St. Joan's International Alliance is a non profit women's organization. St. Joan's is a feminist Catholic organization, with a focus on women's equality. It is named after St. Joan of Arc. The organization has played a major role in influencing the ordination of women and general human rights. Their mission is "to secure the political, social and economic equality between men and women and to further the work and usefulness of Catholic women as citizens".
The United Suffragists was a women's suffrage movement in the United Kingdom.
Gertrude Eaton was a Welsh singer, and co-founder of the Society of Women Musicians. She was also active as a suffragist, and on the issue of prison reform.
The Woman Voter was a monthly suffragist journal published in New York City by the Woman Suffrage Party (WSP). It ran between 1910 and 1917. The first editor was Mary Ritter Beard. Beard created a suffragist publication which was unique in offering coverage of topics that "cut across class, age and organizational boundaries."
Women's suffrage in Wales has historically been marginalised due to the prominence of societies and political groups in England which led the reform for women throughout the United Kingdom. Due to differing social structures and a heavily industrialised working-class society, the growth of a national movement in Wales grew but then stuttered in the late nineteenth century in comparison with that of England. Nevertheless, distinct Welsh groups and individuals rose to prominence and were vocal in the rise of suffrage in Wales and the rest of Great Britain.
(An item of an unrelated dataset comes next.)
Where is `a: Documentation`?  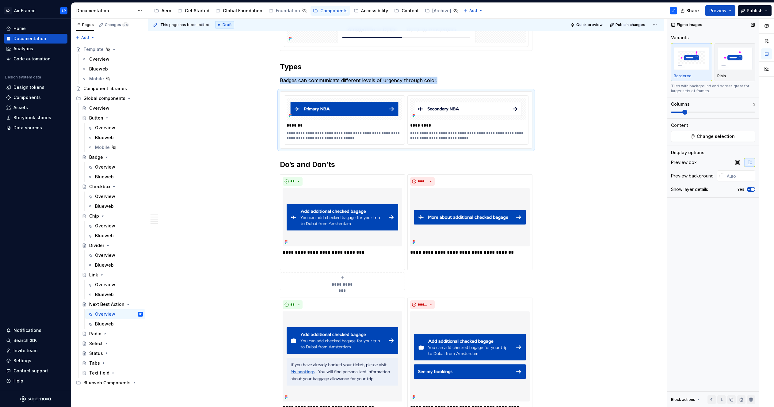
a: Documentation is located at coordinates (36, 39).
Votes for Women was a newspaper associated with the women's suffrage movement in the United Kingdom. Until 1912, it was the official newspaper of the Women's Social and Political Union, the leading suffragette organisation. Subsequently, it continued with a smaller circulation, at first independently, and then as the publication of the United Suffragists.
Sidney Dillon Shallard was a British socialist activist.
Pleasance Pendred was a British campaigner for women's rights, an activist and suffragette who during her imprisonment in Holloway Prison went on hunger strike as a consequence of which she was force-fed.
Joan Cather (1882–1967) was a suffragette, awarded a Hunger Strike Medal, 'For Valour' and a Holloway brooch for imprisonment in the cause of women's rights to vote, and also as protest refused to take part in the 1911 British Census.
Florence Mary Canning was a British suffragette and Chair of the Executive Committee of the Church League for Women's Suffrage.
Muriel Darton was a British suffrage activist and professional photographer who recorded the Church League for Women's Suffrage campaign and worked in London.
Amy Sanderson née Reid (1876–1931), was a Scottish suffragette, national executive committee member of the Women's Freedom League, who was imprisoned twice. She was key speaker at the 1912 Hyde Park women's rally, after marching from Edinburgh to London, and, with Charlotte Despard and Teresa Billington-Greig, was a British delegate to the 1908 and 1923 international women's congresses.
White, Susan J. (2014). "'The Church Militant': A. Maude Royden and the Quest for Women's Equality in the Inter-War Years". In Bailey, Warner M.; Barrett, Lee C. III; Duke, James O. (eds.). The Theologically Formed Heart: Essays in Honor of David J. Gouwens. Eugene, Oregon: Pickwick Publications. pp. 47–71. ISBN 978-1-62564-191-5.